I suspect some people are having a harder time deciding how to vote on the renewable energy amendment -- Proposal 3 -- than on any of the other five proposals on this year’s ballot.
The others are pretty straightforward. Either you think the emergency manager law is necessary, or you don’t. Either you think collective bargaining should be a constitutional right, or you don’t.
If you don’t think the state constitution should call for the state to maintain a list of unionized home health care aides, you won’t like Proposal 4. Proposal 5 would effectively ban the legislature from raising taxes or changing the way the tax system works.
Proposal 6 would enshrine one billionaire‘s right to keep his monopoly, even if totally against the public interest.
I didn’t have a hard time with any of those. But Proposal 3 is something else again. It would require electric utilities to provide at least 25 percent of their annual retail sales of energy from renewable sources by 2025. Hence the name, “25 by 25.“ It spells out what renewable sources are:
Wind, solar, biomass and hydropower. The utilities are already required to produce 10 percent of their energy that way by 2015. Naturally, they don’t like a steeper mandate.
They are also ready with a long list of reasons why they don’t want this. They say the standard would be hard to achieve. They say it would cost consumers too much.
They say we don’t want the land cluttered with windmill farms, and say it is outrageous to amend the constitution to require companies to do their business in a specific way.
Those supporting this say it will create jobs, and that we are better off spending to construct a forest full of windmills than we would be building new coal-fired plants. Coal pollutes. There isn’t any coal in Michigan, and some day, our nation and the world will run out.
So, how do you decide how to vote? Well, you can watch the TV commercials, which, as the Michigan Truth Squad has noted, both sides stretch the truth. Or you could go to Michigan Radio’s website, to read a fine, neutral summary of the arguments for and against Proposal 3, complied by researcher Jordan Wyant.
However you vote, one thing you should do regardless is actually read the amendment itself. Here are some aspects that helped me in my decision.
No. 1, there are a couple escape hatches. The amendment would “limit to not
more than one percent per year … rate increases changed to consumers to meet the renewable energy standard.” If this isn’t feasible, the amendment would “allow annual extensions of the deadline.”
There’s something else, too. Even if you, like me, would have preferred seeing this done as an ordinary law, not placed in the constitution, this is in fact a temporary constitutional amendment.
It expires 13 years from now, and places no conditions on the world beyond 2025. Finally, there is this:
The world is going to run out of fossil fuel. Do we really want to wait until the last minute to figure out what to do about it?
Or do we take a step towards the future now? I know what sounds pretty responsible to me.
Jack Lessenberry is Michigan Radio’s political analyst. Views expressed in the essays by Lessenberry are his own and do not necessarily reflect those of Michigan Radio, its management or the station licensee, The University of Michigan.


### YOUR INSTRUCTIONS
All lines in the material below that contain "single" should be located and copied.

__________________________________________________

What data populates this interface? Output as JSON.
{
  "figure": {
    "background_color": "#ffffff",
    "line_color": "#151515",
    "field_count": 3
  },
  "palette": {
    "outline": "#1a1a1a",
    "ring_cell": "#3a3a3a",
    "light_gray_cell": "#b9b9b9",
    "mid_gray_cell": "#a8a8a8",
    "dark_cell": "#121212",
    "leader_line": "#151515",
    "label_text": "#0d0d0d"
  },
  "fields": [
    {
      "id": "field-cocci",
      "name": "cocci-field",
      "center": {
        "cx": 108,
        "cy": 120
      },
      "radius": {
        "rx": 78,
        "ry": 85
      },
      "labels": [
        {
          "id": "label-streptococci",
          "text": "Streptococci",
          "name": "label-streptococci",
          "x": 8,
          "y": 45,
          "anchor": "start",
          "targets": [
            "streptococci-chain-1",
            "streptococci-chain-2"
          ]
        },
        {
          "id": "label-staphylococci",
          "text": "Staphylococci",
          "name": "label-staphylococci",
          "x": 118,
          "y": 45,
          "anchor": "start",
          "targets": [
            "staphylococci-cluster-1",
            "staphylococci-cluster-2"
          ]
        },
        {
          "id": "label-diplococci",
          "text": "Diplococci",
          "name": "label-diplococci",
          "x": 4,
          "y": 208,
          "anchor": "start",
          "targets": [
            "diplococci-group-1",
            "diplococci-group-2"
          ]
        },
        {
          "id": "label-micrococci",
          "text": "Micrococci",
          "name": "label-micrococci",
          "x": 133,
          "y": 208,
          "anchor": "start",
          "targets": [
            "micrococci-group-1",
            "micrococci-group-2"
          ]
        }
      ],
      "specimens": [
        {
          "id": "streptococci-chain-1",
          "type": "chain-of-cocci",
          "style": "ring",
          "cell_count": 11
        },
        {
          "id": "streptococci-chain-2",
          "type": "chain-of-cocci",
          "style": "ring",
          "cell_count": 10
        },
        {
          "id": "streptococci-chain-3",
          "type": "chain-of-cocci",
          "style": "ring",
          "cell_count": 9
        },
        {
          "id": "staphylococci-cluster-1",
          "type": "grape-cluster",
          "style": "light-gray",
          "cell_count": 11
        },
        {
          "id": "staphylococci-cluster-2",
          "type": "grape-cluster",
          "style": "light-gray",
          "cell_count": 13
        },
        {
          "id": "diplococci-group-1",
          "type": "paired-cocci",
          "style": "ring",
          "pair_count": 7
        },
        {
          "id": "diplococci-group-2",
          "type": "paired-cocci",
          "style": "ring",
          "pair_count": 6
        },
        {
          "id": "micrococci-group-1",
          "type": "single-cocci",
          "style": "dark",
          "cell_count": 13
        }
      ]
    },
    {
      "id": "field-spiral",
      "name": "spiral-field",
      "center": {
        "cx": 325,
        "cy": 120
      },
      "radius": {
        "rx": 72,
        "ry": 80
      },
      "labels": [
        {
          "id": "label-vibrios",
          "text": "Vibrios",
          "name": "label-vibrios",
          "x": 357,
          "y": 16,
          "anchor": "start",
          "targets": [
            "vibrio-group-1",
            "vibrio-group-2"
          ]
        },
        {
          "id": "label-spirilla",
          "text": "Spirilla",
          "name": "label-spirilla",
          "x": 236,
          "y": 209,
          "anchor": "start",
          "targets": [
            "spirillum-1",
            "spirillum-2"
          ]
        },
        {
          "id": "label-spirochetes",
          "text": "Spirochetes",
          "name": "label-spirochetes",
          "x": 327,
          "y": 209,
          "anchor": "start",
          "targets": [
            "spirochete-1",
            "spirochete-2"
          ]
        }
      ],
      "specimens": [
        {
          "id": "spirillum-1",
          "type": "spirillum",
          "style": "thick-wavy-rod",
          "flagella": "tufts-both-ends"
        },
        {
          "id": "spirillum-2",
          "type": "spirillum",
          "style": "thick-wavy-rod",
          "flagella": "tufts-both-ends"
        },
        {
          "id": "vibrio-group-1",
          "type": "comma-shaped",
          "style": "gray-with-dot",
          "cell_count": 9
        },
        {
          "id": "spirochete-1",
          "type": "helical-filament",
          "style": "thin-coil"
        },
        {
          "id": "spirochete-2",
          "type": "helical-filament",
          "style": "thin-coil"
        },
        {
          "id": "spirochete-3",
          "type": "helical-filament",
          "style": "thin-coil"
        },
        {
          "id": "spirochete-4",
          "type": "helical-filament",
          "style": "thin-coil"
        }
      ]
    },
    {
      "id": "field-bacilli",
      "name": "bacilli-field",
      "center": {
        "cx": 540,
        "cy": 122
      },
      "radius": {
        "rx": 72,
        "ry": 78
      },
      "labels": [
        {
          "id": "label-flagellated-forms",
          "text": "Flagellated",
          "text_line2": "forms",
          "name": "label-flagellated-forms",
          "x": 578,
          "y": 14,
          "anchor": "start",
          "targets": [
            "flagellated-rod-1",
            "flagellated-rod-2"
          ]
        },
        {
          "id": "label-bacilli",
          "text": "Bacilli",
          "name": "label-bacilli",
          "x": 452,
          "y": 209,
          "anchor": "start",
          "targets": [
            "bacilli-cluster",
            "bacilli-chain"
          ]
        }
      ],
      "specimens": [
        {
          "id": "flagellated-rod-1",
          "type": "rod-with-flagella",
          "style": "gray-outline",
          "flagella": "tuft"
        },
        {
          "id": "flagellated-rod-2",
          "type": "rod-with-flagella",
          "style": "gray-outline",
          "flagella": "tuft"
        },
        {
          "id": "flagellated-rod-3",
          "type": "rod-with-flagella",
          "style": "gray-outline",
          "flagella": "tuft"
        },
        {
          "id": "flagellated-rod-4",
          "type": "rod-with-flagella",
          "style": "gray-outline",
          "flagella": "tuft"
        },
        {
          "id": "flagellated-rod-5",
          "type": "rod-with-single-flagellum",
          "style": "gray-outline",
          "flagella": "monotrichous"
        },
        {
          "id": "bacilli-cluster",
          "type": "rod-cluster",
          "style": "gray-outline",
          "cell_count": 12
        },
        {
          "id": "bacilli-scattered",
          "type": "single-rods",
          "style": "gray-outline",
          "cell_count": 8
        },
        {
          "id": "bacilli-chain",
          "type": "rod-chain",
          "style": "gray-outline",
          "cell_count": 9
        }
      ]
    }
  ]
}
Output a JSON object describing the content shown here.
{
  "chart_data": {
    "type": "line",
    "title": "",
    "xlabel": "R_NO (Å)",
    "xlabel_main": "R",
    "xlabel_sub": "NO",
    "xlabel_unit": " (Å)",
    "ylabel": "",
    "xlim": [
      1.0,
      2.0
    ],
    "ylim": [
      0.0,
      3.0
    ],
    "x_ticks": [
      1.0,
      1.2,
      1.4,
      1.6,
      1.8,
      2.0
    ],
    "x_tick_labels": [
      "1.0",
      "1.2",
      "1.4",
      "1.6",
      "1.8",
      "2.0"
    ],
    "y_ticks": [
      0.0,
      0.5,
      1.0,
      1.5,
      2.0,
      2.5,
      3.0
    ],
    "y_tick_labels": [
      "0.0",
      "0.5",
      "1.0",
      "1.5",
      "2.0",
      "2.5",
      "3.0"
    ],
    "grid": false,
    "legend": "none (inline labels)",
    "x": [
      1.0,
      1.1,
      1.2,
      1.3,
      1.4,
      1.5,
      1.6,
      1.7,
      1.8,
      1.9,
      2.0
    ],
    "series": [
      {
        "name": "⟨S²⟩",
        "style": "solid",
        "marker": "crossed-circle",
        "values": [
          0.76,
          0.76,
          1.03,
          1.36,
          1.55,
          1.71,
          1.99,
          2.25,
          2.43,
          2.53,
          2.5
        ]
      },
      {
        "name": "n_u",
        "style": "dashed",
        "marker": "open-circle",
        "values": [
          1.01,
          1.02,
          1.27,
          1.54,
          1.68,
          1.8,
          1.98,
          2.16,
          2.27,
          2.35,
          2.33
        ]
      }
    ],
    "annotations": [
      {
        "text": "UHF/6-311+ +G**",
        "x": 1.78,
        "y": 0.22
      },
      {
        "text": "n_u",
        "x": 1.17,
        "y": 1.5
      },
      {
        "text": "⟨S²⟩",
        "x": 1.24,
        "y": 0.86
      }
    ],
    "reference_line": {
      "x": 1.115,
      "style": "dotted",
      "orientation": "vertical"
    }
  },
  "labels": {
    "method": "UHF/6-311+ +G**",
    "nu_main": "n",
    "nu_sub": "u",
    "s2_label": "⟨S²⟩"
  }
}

__________________________________________________

### EXERCISE ANSWER
          "type": "single-cocci",
          "type": "rod-with-single-flagellum",
          "type": "single-rods",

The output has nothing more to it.